* Instructions for the task *
Within the entries below, every line containing "will" is to be copied.

* Available data *
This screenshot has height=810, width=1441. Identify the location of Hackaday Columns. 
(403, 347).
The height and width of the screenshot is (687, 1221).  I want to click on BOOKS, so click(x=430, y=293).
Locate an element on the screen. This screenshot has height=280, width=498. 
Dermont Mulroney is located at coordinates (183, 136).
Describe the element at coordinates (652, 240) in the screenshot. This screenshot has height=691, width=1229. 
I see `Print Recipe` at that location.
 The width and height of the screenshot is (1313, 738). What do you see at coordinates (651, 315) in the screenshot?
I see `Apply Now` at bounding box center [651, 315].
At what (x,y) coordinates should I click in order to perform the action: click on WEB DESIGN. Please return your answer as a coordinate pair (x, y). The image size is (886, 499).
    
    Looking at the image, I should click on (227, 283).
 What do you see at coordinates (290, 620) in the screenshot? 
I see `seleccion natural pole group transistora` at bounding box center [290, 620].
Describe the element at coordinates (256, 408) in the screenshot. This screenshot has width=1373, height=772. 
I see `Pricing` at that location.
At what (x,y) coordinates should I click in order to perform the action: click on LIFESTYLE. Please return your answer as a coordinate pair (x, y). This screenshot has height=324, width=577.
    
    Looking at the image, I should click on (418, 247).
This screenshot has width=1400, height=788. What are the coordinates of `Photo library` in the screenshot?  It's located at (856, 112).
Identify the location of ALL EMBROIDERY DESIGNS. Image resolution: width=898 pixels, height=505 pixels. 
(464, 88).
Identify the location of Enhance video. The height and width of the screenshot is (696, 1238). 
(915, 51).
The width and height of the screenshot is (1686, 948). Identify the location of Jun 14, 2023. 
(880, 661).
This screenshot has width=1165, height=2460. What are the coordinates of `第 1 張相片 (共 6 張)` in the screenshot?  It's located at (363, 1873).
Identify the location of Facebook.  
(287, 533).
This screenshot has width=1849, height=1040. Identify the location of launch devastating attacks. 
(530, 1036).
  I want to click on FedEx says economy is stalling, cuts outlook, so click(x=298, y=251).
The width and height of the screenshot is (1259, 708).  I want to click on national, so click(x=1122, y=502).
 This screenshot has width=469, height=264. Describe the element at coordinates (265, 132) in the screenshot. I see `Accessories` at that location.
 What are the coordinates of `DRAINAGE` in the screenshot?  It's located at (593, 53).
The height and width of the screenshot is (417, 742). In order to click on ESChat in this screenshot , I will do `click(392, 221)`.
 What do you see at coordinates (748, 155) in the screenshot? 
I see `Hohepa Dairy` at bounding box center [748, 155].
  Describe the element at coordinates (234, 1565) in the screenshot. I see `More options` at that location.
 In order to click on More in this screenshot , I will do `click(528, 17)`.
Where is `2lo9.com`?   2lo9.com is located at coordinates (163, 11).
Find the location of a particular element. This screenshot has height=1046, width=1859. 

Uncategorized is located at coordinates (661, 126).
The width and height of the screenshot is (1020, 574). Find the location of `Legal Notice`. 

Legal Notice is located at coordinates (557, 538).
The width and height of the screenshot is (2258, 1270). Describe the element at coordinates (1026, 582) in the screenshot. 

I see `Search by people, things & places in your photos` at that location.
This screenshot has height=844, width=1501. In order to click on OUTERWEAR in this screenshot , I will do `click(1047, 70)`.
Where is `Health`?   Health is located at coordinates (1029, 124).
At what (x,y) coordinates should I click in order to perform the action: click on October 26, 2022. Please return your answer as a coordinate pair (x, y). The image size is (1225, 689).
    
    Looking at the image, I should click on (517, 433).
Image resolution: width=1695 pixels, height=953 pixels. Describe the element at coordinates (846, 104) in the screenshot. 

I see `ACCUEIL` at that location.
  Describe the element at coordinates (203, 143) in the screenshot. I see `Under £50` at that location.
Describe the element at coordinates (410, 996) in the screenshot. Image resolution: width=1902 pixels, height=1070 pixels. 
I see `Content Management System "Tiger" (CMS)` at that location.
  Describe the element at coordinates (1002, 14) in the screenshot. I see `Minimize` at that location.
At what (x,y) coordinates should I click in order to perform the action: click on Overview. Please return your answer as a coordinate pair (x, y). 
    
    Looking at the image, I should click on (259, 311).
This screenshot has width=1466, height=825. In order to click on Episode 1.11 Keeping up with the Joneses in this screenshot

* Exercise output *
The height and width of the screenshot is (417, 742). In order to click on ESChat in this screenshot , I will do `click(392, 221)`.
 In order to click on More in this screenshot , I will do `click(528, 17)`.
This screenshot has height=844, width=1501. In order to click on OUTERWEAR in this screenshot , I will do `click(1047, 70)`.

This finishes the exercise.